Bloodlines is a series of programs directed by Petronio for The Joyce, which speaks to contemporary dance as an emotive tradition, of the body as the vehicle for expressing those emotions, felt and released in a single act, in the performance of art. Petronio is presenting that emotional foundation through a particular line of reason, of artistic lineage, that being the self-knowledge of an artist remembering the greatness that continues unbroken from dancer to dancer, choreographer to choreographer, director to director, almost as physical genetics are passed down through a family. Through dance, Petronio is demonstrating a genealogy of contemporary art.

"My technique really is the conscious direction of energy through the body and out into space," Petronio said in a 2014 interview with Dance Magazine writer Wendy Perron. "I have taken that fluidity and that somatic reality and extended it out into space. The walls of this room are finite but the walls of your mind aren't."

With the March 28 to April 2 run timed to celebrate the third decade of the Petronio Company, Bloodlines is art history come to life. The emergence of history in the present is often challenging. Such is Trio A With Flags, originally conceived by Rainer as a protest piece dedicated to her fellow incarcerated artists.
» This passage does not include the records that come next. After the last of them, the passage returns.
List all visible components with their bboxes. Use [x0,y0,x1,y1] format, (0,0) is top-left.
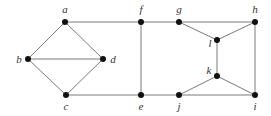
graph-labels: abcdefghijkl [16,3,258,112]
node-i [252,92,258,98]
node-label-a: a [62,3,68,15]
node-l [214,37,220,43]
node-label-k: k [207,64,213,76]
edge-h-l [217,22,255,40]
node-label-e: e [139,100,144,112]
node-h [252,19,258,25]
node-label-c: c [64,100,69,112]
node-k [214,73,220,79]
node-label-l: l [208,37,211,49]
node-g [176,19,182,25]
edge-k-j [179,76,217,95]
node-label-i: i [253,100,256,112]
node-j [176,92,182,98]
node-label-h: h [252,3,258,15]
node-label-b: b [16,53,22,65]
node-label-f: f [139,3,144,15]
edge-k-i [217,76,255,95]
edge-a-b [28,22,65,59]
graph-edges [28,22,255,95]
edge-b-c [28,59,66,95]
node-label-d: d [110,53,116,65]
node-c [63,92,69,98]
node-d [100,56,106,62]
node-b [25,56,31,62]
node-a [62,19,68,25]
edge-a-d [65,22,103,59]
node-e [138,92,144,98]
graph-diagram: abcdefghijkl [0,0,271,116]
edge-c-d [66,59,103,95]
node-f [138,19,144,25]
node-label-g: g [176,3,182,15]
node-label-j: j [175,100,180,112]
Initially set to silence, Ernesto Breton, Megan Wright and Nicholas Sciscione undressed, and began the steps, covered only by American flags waving over them, tied around the neck. The symbol of nationalism was exposed for its ideological abstraction. As unapproachable as contemporary dance is to many for its often nonrepresentational expression, so the American flag hung from the truly brave dancers as a bizarre fabric, unfit to clothe and even to protect the body.
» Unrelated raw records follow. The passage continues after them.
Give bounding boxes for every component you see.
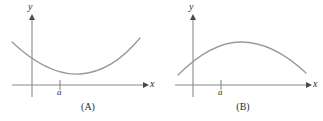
y-axis-arrow-a	[29, 14, 35, 20]
x-tick-label-b: a	[218, 88, 223, 97]
x-axis-label-a: x	[150, 79, 154, 89]
figure-root: y x a (A) y x a (B)	[0, 0, 323, 121]
panel-caption-a: (A)	[63, 102, 113, 112]
x-tick-label-a: a	[57, 88, 62, 97]
panel-b: y x a (B)	[161, 0, 323, 121]
curve-a	[12, 38, 140, 74]
x-axis-arrow-a	[143, 82, 149, 88]
y-axis-label-b: y	[189, 2, 193, 12]
x-axis-b	[175, 82, 312, 88]
panel-caption-b: (B)	[218, 102, 268, 112]
y-axis-arrow-b	[190, 14, 196, 20]
panel-a: y x a (A)	[0, 0, 161, 121]
x-axis-label-b: x	[313, 79, 317, 89]
y-axis-label-a: y	[28, 2, 32, 12]
x-axis-arrow-b	[306, 82, 312, 88]
curve-b	[178, 42, 306, 75]
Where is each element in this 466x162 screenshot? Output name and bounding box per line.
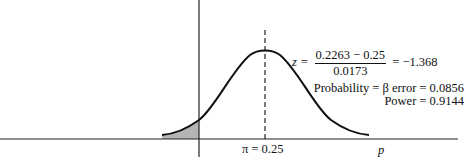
power-label: Power = 0.9144 [384,95,464,108]
z-prefix: z = [292,55,308,69]
center-label: π = 0.25 [242,143,284,156]
x-axis-label: p [378,144,384,157]
z-formula: z = 0.2263 − 0.25 0.0173 = −1.368 [292,49,438,77]
z-fraction: 0.2263 − 0.25 0.0173 [315,49,387,77]
z-denominator: 0.0173 [315,64,387,78]
z-result: = −1.368 [392,55,437,69]
z-numerator: 0.2263 − 0.25 [315,49,387,64]
probability-label: Probability = β error = 0.0856 [314,82,464,95]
The chief highlights on the evening of March 30 were firstly by Nicholas Sciscione, who performed Excerpt From Goldberg Variations (1986) by Steve Paxton with a theatrical prowess, a stunning expressivity that lit the stage. He shone as a soloist. The precision of his synchronicity to the Goldberg Variations, BWV 988, Variations 16-23, by J.S. Bach, performed by Glenn Gould, were rivetingly entertaining. He was a force as complex and moving as the music, with all of the dizzying genius, the maddening glory.

Untitled Touch, the world premiere, reinforced the unspeakable power to the art of Stephen Petronio as a choreographer of the age. He is justified in identifying with his art as part of a lineage, as the descendant of greats. Such quality is distilled to wonder, to the beauty of a feeling in every moved audience member following with generous eyes and a quickening heart to the movements that he inspires in his company, and in collaboration. The original composition by Son Lux, who has revolutionized the sound of electronic music through instrumental musicianship, is an example of the creative impetus to renew art to the contemporary through multidisciplinary inspiration. If a new movement springs about in his footsteps, with Petronio as ancestor, that is, in his name, it should be called free perfectionism.